From what has been said in the preceding pages, there are three general forms of church music: the plain chant, the music termed alla Palestrina, and modern figured music.

(a.) Plain chant is the old and original song of the church, of which the forms, like those of a dead language, are fixed and immutable. Long, long ago the secret of plain chant composition was lost, and it is probable that we have lost in great measure also the secret of its proper execution.

“The leading idea which is represented by plain chant,” says Canon Oakeley,[156] “and in no degree by any other style of music, except that which consists in bare recitative, is that in certain cases music best discharges her office by retreating, as it were, in despair before certain divine words, and contenting herself with merely providing a vehicle for their utterance, so simple as not by any studied beauty of its own to detract from their intrinsic majesty and power. This, I think, will be admitted to be the leading idea of plain chant, though I am far from denying that accidentally this idea produces some of the most attractive charms of the divine art in its results.... In many of these accidental instances plain chant not only excels other music, but absolutely sets it at defiance in its own particular line.” Hence a celebrated musician is reported to have said that he preferred the plain chant of the Preface and the Pater Noster to all he himself had ever written.

In the beginning this chant was not even harmonized. It was plain and unadorned, as its name implies—cantus planus.

(b.) The music of Palestrina is the last and triumphant result of the efforts that were made in his time and before it to vary, to modify, and to adorn the plain chant, which all had found too simple and too monotonous.

Pope John XXII., elected in 1316, [pg 658] complains of the novelties introduced into the execution of plain chant in his day. These innovations he condemns as unbecoming and undevotional, especially the attempts to vary the measure; but he immediately adds: “We do not intend by this to prohibit that occasionally, especially on festival days, either at the solemn Masses or the other divine offices, some harmonious combinations (consonantiæ quæ melodiam sapiunt), viz., harmonies of the octave, the fifth, the fourth, and such like, on the simple ecclesiastical chant, be sung; in such manner, however, that the integrity of the chant remain untouched, and nothing of this grave and stately music (musica bene morata) be changed, especially since these harmonies delight the ear, excite devotion, and prevent the spirit of those who sing to God from drooping” (torpere non sinunt). (Extr. Comm., lib. iii., cap. 1, Docta Sanctorum.) This Constitution is the earliest utterance of the popes concerning church music—at least since innovations were attempted—that we possess. The abuses of which Pope John XXII. complained continued to exist, and even to increase, till the time of the Council of Trent, when Palestrina produced that style of music which is known by his name, and which, though built upon the plain chant, is as unlike it as Grecian is unlike Italian architecture. It is equally unlike modern music. It differs from plain chant, being an unbroken series of artistically-constructed harmonies, in which unison is unknown. It differs from modern music by the absolute disuse of instruments of any kind (even the organ), by the exclusion of all passages for soli, and by being written in plain chant tonality. “With the grave Gregorian melody, learnedly elaborated in rigorous counterpoint, and reduced to greater clearness and elegance without any instrumental aid,” says Picchianti, “Palestrina knew how to awaken among his hearers mysterious, grand, deep, vague sensations that seemed caused by the objects of an unknown world, or by superior powers in the human imagination.”[157]

(c.) Modern music differs essentially from all that went before it, and this difference is attributable to two principal causes: 1. The improvement in the manufacture and the use of instruments, and their introduction into the church; and, 2, The influence of theatrical music on that of the church, before alluded to. Modern music could not be in ancient times, for the want of modern instruments. As the perfection of the art of vaulting gave us that advance on the simple lines and heavy masses of Grecian architecture which we have in Gothic and Italian architecture, so the modern developments in orchestration have changed the whole character of music in the church and out of it.

The influence of operatic music on that of the church is seen in the attempt of modern composers of church music to make it dramatic. Church music, as Palestrina and the other great masters of the old Roman school had conceived it, had been treated as an emanation of pure sentiment, stripped of all human passion—as something ideal. The modern composers, on the contrary, pretend by their music to express dramatically the sense of the text. They say that, to be dramatic, it is not necessary to be theatrical, and they point to certain compositions [pg 659] of Cherubini, Beethoven, Hummel, and even Haydn, in which they say the contrary is practically demonstrated.[158]

It must, however, be confessed that modern composers, by trying to be dramatic, have more frequently fallen into the great fault of being theatrical than they have avoided it.

The use of instrumentation and of dramatic expression has given them immense scope, but their success bears no proportion to their talents, their opportunities, their numbers, and the immense quantity of their compositions.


== YOUR ASSIGNMENT ==
From the listing, collect all lines containing the word "tubular".

BEGIN

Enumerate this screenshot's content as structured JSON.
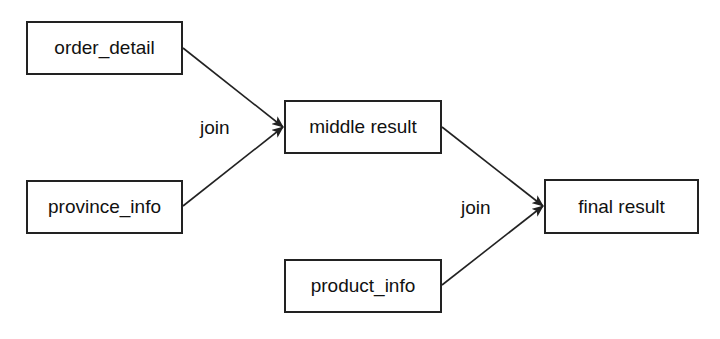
{
  "diagram": {
    "type": "flow",
    "nodes": [
      {
        "id": "order_detail",
        "label": "order_detail"
      },
      {
        "id": "province_info",
        "label": "province_info"
      },
      {
        "id": "middle_result",
        "label": "middle result"
      },
      {
        "id": "product_info",
        "label": "product_info"
      },
      {
        "id": "final_result",
        "label": "final result"
      }
    ],
    "edges": [
      {
        "from": "order_detail",
        "to": "middle_result"
      },
      {
        "from": "province_info",
        "to": "middle_result"
      },
      {
        "from": "middle_result",
        "to": "final_result"
      },
      {
        "from": "product_info",
        "to": "final_result"
      }
    ],
    "edge_labels": [
      {
        "text": "join",
        "target": "middle_result"
      },
      {
        "text": "join",
        "target": "final_result"
      }
    ],
    "colors": {
      "stroke": "#222222",
      "background": "#ffffff",
      "text": "#111111"
    }
  }
}
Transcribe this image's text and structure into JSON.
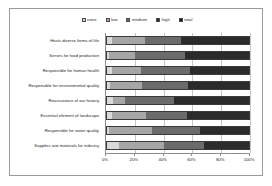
{
  "chart_data": {
    "type": "bar",
    "orientation": "horizontal",
    "stacked": true,
    "title": "",
    "xlabel": "",
    "ylabel": "",
    "xlim": [
      0,
      100
    ],
    "grid": true,
    "legend_position": "top-center",
    "tick_labels": [
      "0%",
      "20%",
      "40%",
      "60%",
      "80%",
      "100%"
    ],
    "tick_values": [
      0,
      20,
      40,
      60,
      80,
      100
    ],
    "categories": [
      "Hosts diverse forms of life",
      "Serves for food production",
      "Responsible for human health",
      "Responsible for environmental quality",
      "Reassurance of our history",
      "Essential element of landscape",
      "Responsible for water quality",
      "Supplies raw materials for industry"
    ],
    "series": [
      {
        "name": "none",
        "color": "#d9d9d9",
        "values": [
          4,
          2,
          4,
          3,
          5,
          4,
          2,
          9
        ]
      },
      {
        "name": "low",
        "color": "#a6a6a6",
        "values": [
          23,
          18,
          20,
          22,
          8,
          24,
          30,
          31
        ]
      },
      {
        "name": "medium",
        "color": "#6b6b6b",
        "values": [
          25,
          35,
          34,
          32,
          34,
          28,
          33,
          28
        ]
      },
      {
        "name": "high",
        "color": "#2b2b2b",
        "values": [
          48,
          45,
          42,
          43,
          53,
          44,
          35,
          32
        ]
      },
      {
        "name": "total",
        "color": "#111111",
        "values": [
          0,
          0,
          0,
          0,
          0,
          0,
          0,
          0
        ]
      }
    ],
    "legend": [
      {
        "label": "none",
        "color": "#d9d9d9"
      },
      {
        "label": "low",
        "color": "#a6a6a6"
      },
      {
        "label": "medium",
        "color": "#6b6b6b"
      },
      {
        "label": "high",
        "color": "#2b2b2b"
      },
      {
        "label": "total",
        "color": "#111111"
      }
    ]
  }
}
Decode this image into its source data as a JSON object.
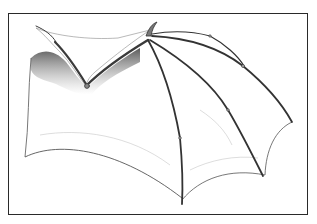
{
  "image": {
    "subject": "Pencil drawing of a membranous bat-like wing",
    "description": "Graphite illustration of a bat/dragon wing skeleton with stretched membrane, framed by a thin dark border",
    "colors": {
      "background": "#ffffff",
      "frame": "#2a2a2a",
      "bone_stroke": "#3a3a3a",
      "shadow": "#6b6b6b",
      "membrane_line": "#9a9a9a"
    }
  }
}
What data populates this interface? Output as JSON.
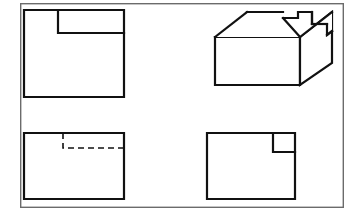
{
  "sheet": {
    "width": 357,
    "height": 215,
    "background_color": "#ffffff",
    "line_color": "#111111",
    "border": {
      "label": "drawing-sheet-border",
      "x": 20,
      "y": 3,
      "width": 324,
      "height": 205,
      "stroke_width": 1.4,
      "stroke_color": "#6b6b6b"
    }
  },
  "drawing": {
    "type": "orthographic-projection",
    "title": "",
    "object": "rectangular block with corner notch",
    "object_stroke_width": 2.2,
    "hidden_stroke_width": 1.6,
    "hidden_dash_pattern": "6,4"
  },
  "views": {
    "top_left": {
      "name": "top-view",
      "outline": [
        [
          24,
          10
        ],
        [
          124,
          10
        ],
        [
          124,
          97
        ],
        [
          24,
          97
        ]
      ],
      "notch": {
        "name": "notch-cut",
        "points": [
          [
            58,
            10
          ],
          [
            58,
            33
          ],
          [
            124,
            33
          ]
        ],
        "x": 58,
        "y": 10,
        "width": 66,
        "height": 23
      }
    },
    "bottom_left": {
      "name": "front-view",
      "outline": [
        [
          24,
          133
        ],
        [
          124,
          133
        ],
        [
          124,
          199
        ],
        [
          24,
          199
        ]
      ],
      "hidden_lines": {
        "name": "hidden-edge",
        "vertical": {
          "x": 63,
          "y1": 133,
          "y2": 148
        },
        "horizontal": {
          "y": 148,
          "x1": 63,
          "x2": 124
        }
      }
    },
    "bottom_right": {
      "name": "side-view",
      "outline": [
        [
          207,
          133
        ],
        [
          295,
          133
        ],
        [
          295,
          199
        ],
        [
          207,
          199
        ]
      ],
      "notch": {
        "name": "notch-cut-square",
        "points": [
          [
            273,
            133
          ],
          [
            273,
            152
          ],
          [
            295,
            152
          ]
        ],
        "x": 273,
        "y": 133,
        "width": 22,
        "height": 19
      }
    },
    "isometric": {
      "name": "isometric-view",
      "front_face": [
        [
          215,
          37
        ],
        [
          300,
          37
        ],
        [
          300,
          85
        ],
        [
          215,
          85
        ]
      ],
      "top_face": [
        [
          215,
          37
        ],
        [
          247,
          12
        ],
        [
          332,
          12
        ],
        [
          300,
          37
        ]
      ],
      "right_face": [
        [
          300,
          37
        ],
        [
          332,
          12
        ],
        [
          332,
          63
        ],
        [
          300,
          85
        ]
      ],
      "notch_outline": [
        [
          283,
          18
        ],
        [
          298,
          18
        ],
        [
          298,
          12
        ],
        [
          312,
          12
        ],
        [
          312,
          24
        ],
        [
          327,
          24
        ],
        [
          327,
          35
        ],
        [
          332,
          31
        ]
      ],
      "notch_description": "stepped slot cut into rear top-right of block"
    }
  }
}
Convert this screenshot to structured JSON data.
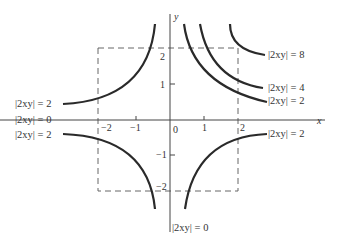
{
  "diagram": {
    "axes": {
      "x_label": "x",
      "y_label": "y",
      "origin_label": "0",
      "x_ticks": [
        "−2",
        "−1",
        "1",
        "2"
      ],
      "y_ticks": [
        "2",
        "1",
        "−1",
        "−2"
      ]
    },
    "labels": {
      "right_8": "|2xy| = 8",
      "right_4": "|2xy| = 4",
      "right_2_upper": "|2xy| = 2",
      "right_2_lower": "|2xy| = 2",
      "left_2_upper": "|2xy| = 2",
      "left_0": "|2xy| = 0",
      "left_2_lower": "|2xy| = 2",
      "bottom_0": "|2xy| = 0"
    },
    "box": "dashed square from (−2,−2) to (2,2)",
    "colors": {
      "curve": "#2a2a2a",
      "axis": "#444444",
      "dash": "#666666",
      "text": "#333333"
    }
  }
}
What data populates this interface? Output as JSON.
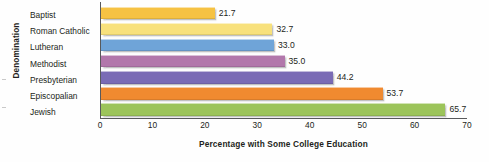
{
  "chart_data": {
    "type": "bar",
    "orientation": "horizontal",
    "title": "",
    "xlabel": "Percentage with Some College Education",
    "ylabel": "Denomination",
    "categories": [
      "Baptist",
      "Roman Catholic",
      "Lutheran",
      "Methodist",
      "Presbyterian",
      "Episcopalian",
      "Jewish"
    ],
    "values": [
      21.7,
      32.7,
      33.0,
      35.0,
      44.2,
      53.7,
      65.7
    ],
    "value_labels": [
      "21.7",
      "32.7",
      "33.0",
      "35.0",
      "44.2",
      "53.7",
      "65.7"
    ],
    "xlim": [
      0,
      70
    ],
    "xticks": [
      0,
      10,
      20,
      30,
      40,
      50,
      60,
      70
    ],
    "xtick_labels": [
      "0",
      "10",
      "20",
      "30",
      "40",
      "50",
      "60",
      "70"
    ],
    "grid": false,
    "legend": "none",
    "colors": [
      "#f6c243",
      "#f8e17c",
      "#6fa4d8",
      "#b277ab",
      "#7a6bb5",
      "#f08a30",
      "#9cc45a"
    ]
  }
}
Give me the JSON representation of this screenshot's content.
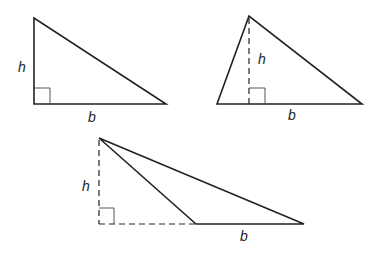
{
  "diagram": {
    "triangles": [
      {
        "id": "right",
        "height_label": "h",
        "base_label": "b"
      },
      {
        "id": "acute",
        "height_label": "h",
        "base_label": "b"
      },
      {
        "id": "obtuse",
        "height_label": "h",
        "base_label": "b"
      }
    ],
    "colors": {
      "stroke": "#222222",
      "background": "#ffffff"
    }
  }
}
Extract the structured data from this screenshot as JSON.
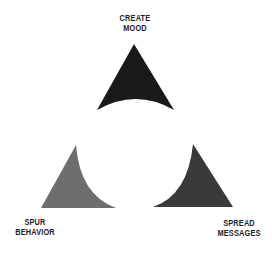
{
  "diagram": {
    "type": "triangle-cycle",
    "background": "#ffffff",
    "nodes": [
      {
        "id": "create-mood",
        "label_lines": [
          "CREATE",
          "MOOD"
        ],
        "position": "top",
        "color": "#1a1a1a"
      },
      {
        "id": "spur-behavior",
        "label_lines": [
          "SPUR",
          "BEHAVIOR"
        ],
        "position": "bottom-left",
        "color": "#6e6e6e"
      },
      {
        "id": "spread-messages",
        "label_lines": [
          "SPREAD",
          "MESSAGES"
        ],
        "position": "bottom-right",
        "color": "#3a3a3a"
      }
    ]
  }
}
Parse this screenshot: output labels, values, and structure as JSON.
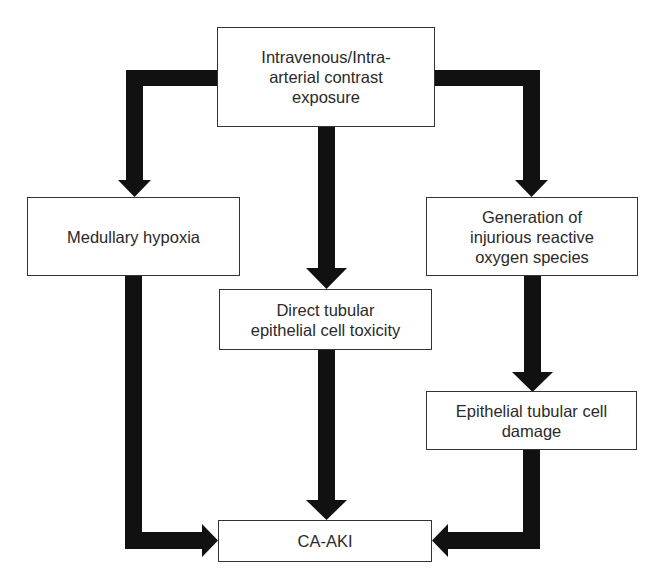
{
  "diagram": {
    "type": "flowchart",
    "colors": {
      "arrow": "#111111",
      "box_border": "#333333",
      "text": "#2a2a2a",
      "background": "#ffffff"
    },
    "nodes": {
      "exposure": {
        "label": "Intravenous/Intra-\narterial contrast\nexposure"
      },
      "hypoxia": {
        "label": "Medullary hypoxia"
      },
      "ros": {
        "label": "Generation of\ninjurious reactive\noxygen species"
      },
      "toxicity": {
        "label": "Direct tubular\nepithelial cell toxicity"
      },
      "damage": {
        "label": "Epithelial tubular cell\ndamage"
      },
      "outcome": {
        "label": "CA-AKI"
      }
    },
    "edges": [
      {
        "from": "exposure",
        "to": "hypoxia"
      },
      {
        "from": "exposure",
        "to": "toxicity"
      },
      {
        "from": "exposure",
        "to": "ros"
      },
      {
        "from": "ros",
        "to": "damage"
      },
      {
        "from": "hypoxia",
        "to": "outcome"
      },
      {
        "from": "toxicity",
        "to": "outcome"
      },
      {
        "from": "damage",
        "to": "outcome"
      }
    ]
  }
}
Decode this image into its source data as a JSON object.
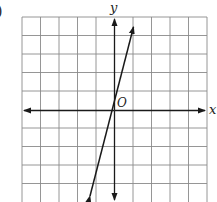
{
  "problem_marker": ")",
  "graph": {
    "x_axis_label": "x",
    "y_axis_label": "y",
    "origin_label": "O",
    "grid": {
      "columns": 10,
      "rows": 10,
      "x_range": [
        -5,
        5
      ],
      "y_range": [
        -5,
        5
      ]
    },
    "line": {
      "equation": "y = 3x + 1",
      "slope": 3,
      "y_intercept": 1,
      "from": [
        -1.4,
        -3.2
      ],
      "to": [
        1.05,
        4.15
      ]
    },
    "colors": {
      "grid": "#8a8a8a",
      "axis": "#1a1a1a",
      "line": "#1a1a1a"
    }
  }
}
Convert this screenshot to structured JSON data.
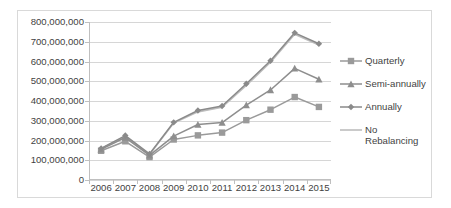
{
  "chart_data": {
    "type": "line",
    "title": "",
    "xlabel": "",
    "ylabel": "",
    "categories": [
      "2006",
      "2007",
      "2008",
      "2009",
      "2010",
      "2011",
      "2012",
      "2013",
      "2014",
      "2015"
    ],
    "ylim": [
      0,
      800000000
    ],
    "ytick_step": 100000000,
    "grid": true,
    "legend_position": "right",
    "ytick_labels": [
      "800,000,000",
      "700,000,000",
      "600,000,000",
      "500,000,000",
      "400,000,000",
      "300,000,000",
      "200,000,000",
      "100,000,000",
      "0"
    ],
    "ytick_values": [
      800000000,
      700000000,
      600000000,
      500000000,
      400000000,
      300000000,
      200000000,
      100000000,
      0
    ],
    "series": [
      {
        "name": "Quarterly",
        "marker": "square",
        "color": "#9a9a9a",
        "values": [
          148000000,
          196000000,
          116000000,
          205000000,
          226000000,
          240000000,
          303000000,
          356000000,
          420000000,
          370000000
        ]
      },
      {
        "name": "Semi-annually",
        "marker": "triangle",
        "color": "#8e8e8e",
        "values": [
          155000000,
          215000000,
          125000000,
          222000000,
          281000000,
          291000000,
          379000000,
          456000000,
          565000000,
          510000000
        ]
      },
      {
        "name": "Annually",
        "marker": "diamond",
        "color": "#8a8a8a",
        "values": [
          160000000,
          225000000,
          132000000,
          292000000,
          352000000,
          375000000,
          487000000,
          604000000,
          745000000,
          690000000
        ]
      },
      {
        "name": "No Rebalancing",
        "marker": "none",
        "color": "#bdbdbd",
        "values": [
          158000000,
          221000000,
          129000000,
          288000000,
          345000000,
          369000000,
          479000000,
          596000000,
          738000000,
          684000000
        ]
      }
    ]
  },
  "legend": {
    "items": [
      {
        "label": "Quarterly"
      },
      {
        "label": "Semi-annually"
      },
      {
        "label": "Annually"
      },
      {
        "label": "No Rebalancing"
      }
    ]
  },
  "colors": {
    "gridline": "#d6d6d6",
    "axis": "#bfbfbf",
    "text": "#3f3f3f",
    "border": "#d9d9d9",
    "background": "#ffffff"
  }
}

END

== SOLUTION TO THIS PROBLEM ==
        "label": "Direct tubular\nepithelial cell toxicity"
        "label": "Epithelial tubular cell\ndamage"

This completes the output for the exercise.